Life has been an adventure because of the people of The United Methodist Church. There has been joy and pain and doubt and drama and transformation and anger and capital-T Truth. To recall Jesus’s parable, it’s been a mixed field. Welcome to being human in Christ.

And welcome to being an institution. I think the nature of big institutions is that they’re mixed fields. They just are, more complicatedly mixed than even the individual human heart. Which makes them hard to love. And though I don’t know how precisely to say it, I guess I don’t actually *love* the institution. What would that even mean? What would it mean, really, to love a compressed set of political processes and agents called the General Conference? It’s necessary, of course, to have some ostensibly representative decision-making body, and I pray that the Holy Spirit fuels it, but does anyone actually love it?

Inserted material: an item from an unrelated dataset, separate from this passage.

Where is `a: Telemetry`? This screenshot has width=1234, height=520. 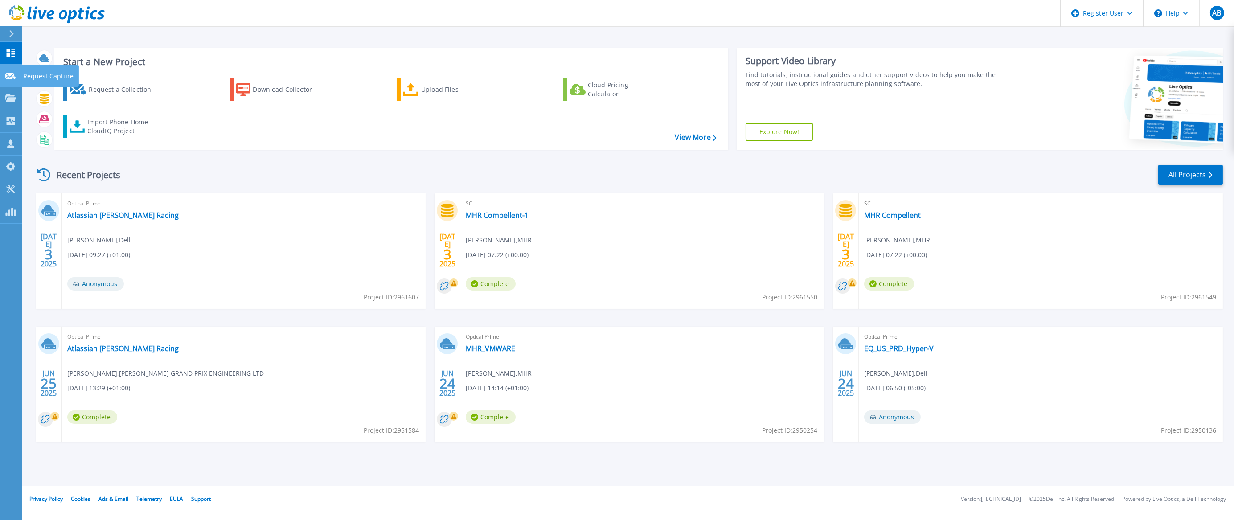
a: Telemetry is located at coordinates (149, 499).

But everywhere I go, with very, very few exceptions, I love – and like – the United Methodist people that I meet, even the ones I disagree with and who disagree with me.

I desperately want us to change. Since I came out 24 years ago now (!), I’ve been standing on the shoulders of giants and working with so many other sinners and saints for a rGospel-inclusive church, centered in the Good News of God in Jesus Christ and therefore increasingly open to repentance, transformation, santification, and world-changing ministry.

I’m praying for us this weekend. Not just the 800+ delegates, but the 13 million of us around the world – in Africa, Europe, Asia, and North America. That we will speak the truth as we see it in charitable ways, that we’ll ask forgiveness when we have hurt others, and that all of us, somehow together, will be caught up in God’s dream for us and move towards God’s whole will for us.